If you ask most people, rock music has seen better days. The record charts, chock-full of rock bands just a few short years ago, are now crowded with hip-hop, dance and country, with little room for guys with guitars.

But rock survives in tiny clubs and obscure record stores across the country, fueled not by the shifting tastes of mainstream audiences but by hardworking bands who will never be able to live off their music, let alone see their faces in the pages of Rolling Stone. Their stories revolve around empty nightclubs and broken vans, not headlining tours, and around hand-packaged records, not MTV videos.

The Jim Yoshii Pile-up, a San Francisco group playing Solar Culture tonight, are just such a band. Despite a good following in the Bay Area and a critically well-received EP, the Pile-up continue to labor in obscurity, said drummer Ryan Craven.

"I feel like we get good responses from people who work in record stores, essentially," Craven said. "It's a good start, but you kind of want it and need it to go beyond that a little bit."
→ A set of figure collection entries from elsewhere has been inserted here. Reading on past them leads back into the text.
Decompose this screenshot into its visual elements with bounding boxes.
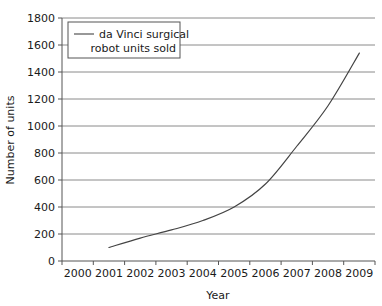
legend-label-line2: robot units sold xyxy=(90,42,176,55)
x-axis-tick-label: 2006 xyxy=(251,267,279,280)
legend-label-line1: da Vinci surgical xyxy=(99,28,189,41)
legend: da Vinci surgical robot units sold xyxy=(68,22,189,58)
y-axis-tick-label: 0 xyxy=(48,255,55,268)
y-axis-tick-label: 800 xyxy=(34,147,55,160)
y-axis-tick-label: 200 xyxy=(34,228,55,241)
x-axis-tick-label: 2003 xyxy=(158,267,186,280)
chart-container: 020040060080010001200140016001800 200020… xyxy=(0,0,382,306)
y-axis-tick-label: 1200 xyxy=(27,93,55,106)
y-axis-title: Number of units xyxy=(4,95,17,184)
x-axis-tick-label: 2008 xyxy=(314,267,342,280)
x-axis-tick-label: 2007 xyxy=(283,267,311,280)
y-axis-tick-label: 1400 xyxy=(27,66,55,79)
x-axis-tick-label: 2002 xyxy=(126,267,154,280)
y-axis-tick-label: 400 xyxy=(34,201,55,214)
line-chart: 020040060080010001200140016001800 200020… xyxy=(0,0,382,306)
x-axis-title: Year xyxy=(205,289,230,302)
y-axis-tick-label: 1800 xyxy=(27,12,55,25)
x-axis-tick-label: 2009 xyxy=(345,267,373,280)
x-axis-tick-label: 2004 xyxy=(189,267,217,280)
x-axis-tick-label: 2001 xyxy=(95,267,123,280)
x-axis-tick-label: 2000 xyxy=(64,267,92,280)
y-axis-tick-label: 1600 xyxy=(27,39,55,52)
y-axis-tick-label: 600 xyxy=(34,174,55,187)
y-axis-tick-label: 1000 xyxy=(27,120,55,133)
x-axis-tick-label: 2005 xyxy=(220,267,248,280)
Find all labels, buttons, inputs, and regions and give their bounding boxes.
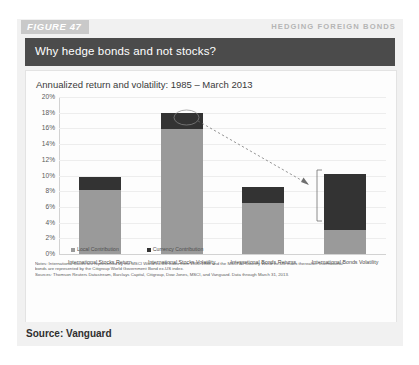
figure-header-right-label: HEDGING FOREIGN BONDS [271,22,396,31]
bar-segment-local [242,203,284,254]
y-axis-tick-label: 2% [45,235,55,242]
gridline [59,144,386,145]
y-axis-tick-label: 4% [45,219,55,226]
legend-swatch [147,248,151,252]
chart-title: Annualized return and volatility: 1985 –… [36,79,253,90]
bar-4 [324,174,366,254]
bar-1 [79,177,121,254]
source-bar: Source: Vanguard [17,322,403,346]
legend-item: Currency Contribution [147,247,203,253]
y-axis-tick-label: 10% [42,172,55,179]
y-axis-tick-label: 16% [42,125,55,132]
y-axis-tick-label: 6% [45,204,55,211]
y-axis-tick-label: 18% [42,109,55,116]
gridline [59,97,386,98]
y-axis-tick-label: 8% [45,188,55,195]
bar-segment-local [79,190,121,254]
gridline [59,113,386,114]
figure-title: Why hedge bonds and not stocks? [35,45,216,57]
notes-line-3: Sources: Thomson Reuters Datastream, Bar… [35,272,387,277]
bar-segment-currency [324,174,366,231]
figure-screenshot: FIGURE 47 HEDGING FOREIGN BONDS Why hedg… [0,0,419,365]
bar-segment-local [324,230,366,254]
source-label: Source: Vanguard [26,328,112,339]
chart-plot-area: 20%18%16%14%12%10%8%6%4%2%0%Internationa… [59,97,386,255]
figure-title-bar: Why hedge bonds and not stocks? [25,38,395,66]
bar-3 [242,187,284,254]
bar-segment-currency [79,177,121,190]
figure-card: FIGURE 47 HEDGING FOREIGN BONDS Why hedg… [17,19,403,346]
bar-segment-local [161,129,203,254]
bar-2 [161,113,203,254]
gridline [59,160,386,161]
legend-label: Local Contribution [77,247,119,253]
gridline [59,128,386,129]
y-axis-tick-label: 20% [42,94,55,101]
legend-swatch [71,248,75,252]
bar-segment-currency [242,187,284,203]
y-axis-tick-label: 14% [42,141,55,148]
y-axis-tick-label: 12% [42,157,55,164]
legend-label: Currency Contribution [153,247,203,253]
chart-panel: Annualized return and volatility: 1985 –… [25,70,397,324]
figure-number-tag: FIGURE 47 [21,20,89,34]
figure-banner: FIGURE 47 HEDGING FOREIGN BONDS [17,19,403,36]
x-axis-line [59,254,386,255]
y-axis-tick-label: 0% [45,251,55,258]
chart-notes: Notes: International stocks are represen… [35,261,387,277]
chart-legend: Local ContributionCurrency Contribution [71,247,203,253]
legend-item: Local Contribution [71,247,119,253]
bar-segment-currency [161,113,203,129]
Part of the problem is about exposure. The band plays nearly every other week in San Francisco, said Craven.

"We've played so much up here, and we still do," he said. "We play constantly, constantly, constantly and get these really great shows, but I think we all kind of feel like we've worn out our welcome in San Francisco."

Getting out on the road, then, seemed like a logical next step. But that's easier said than done when you live in one of the most expensive areas in the country, said Craven, the only member of the group who doesn't work full-time.

"Because there are five of us, it's hard enough to get a night to practice, let alone say, 'Okay, let's take a week-and-a-half off of our lives and go down the West Coast,' or whatever," he said. "In fact, we were going to drive up to Portland and Seattle again (on this tour), but we couldn't all get time off work, so it kind of fell apart."

The band has some cause to view even this brief tour with enthusiasm, however. Although Jim Yoshi Pile-up's hand-packaged, self-titled debut EP has received rave reviews, Craven contends even this mild reputation is limited to a very select audience - after all, only 1,000 copies of the EP were ever made.

"Our reputation might extend to people who work in record stores, or who write for college newspapers or the guy who runs Zuma online - he's heard of us," Craven said. "But beyond that, I think the average indie-rocker with a plaid shirt and Chuck Taylors probably hasn't heard of us."

Indeed, it's generous to even call The Pile-up's tour experience "limited," Craven said.

"The only time we've really played in Southern California was with this sort of pop-industrial band. They were really nice, but we were playing for all these kids who wanted to hear guys banging on metal and making sparks come out of things," he said. "They didn't want to see three guys playing guitar and being all sad and slow and all that."

Given the band's lack of experience, Craven said he has no grand illusions for the upcoming tour.

"We'll see what happens. I think we'll be happy if people come out and see us play," he said. "We want to get down there, sell some CDs and find people who like us. But I think a lot of it is just to go and play and hang out, you know?"

The Jim Yoshii Pile-up may not exactly be headed for the limelight, but in the end, Craven said, being in the band is all about having a good time.

"Like I said before, we're so busy that we don't get to practice much, let alone hang out together much as friends, which we are - we're really good friends, and we have a great time when we do get together," Craven said. "I think that's a lot of it too - if we weren't having fun when we were in the band, we wouldn't do it."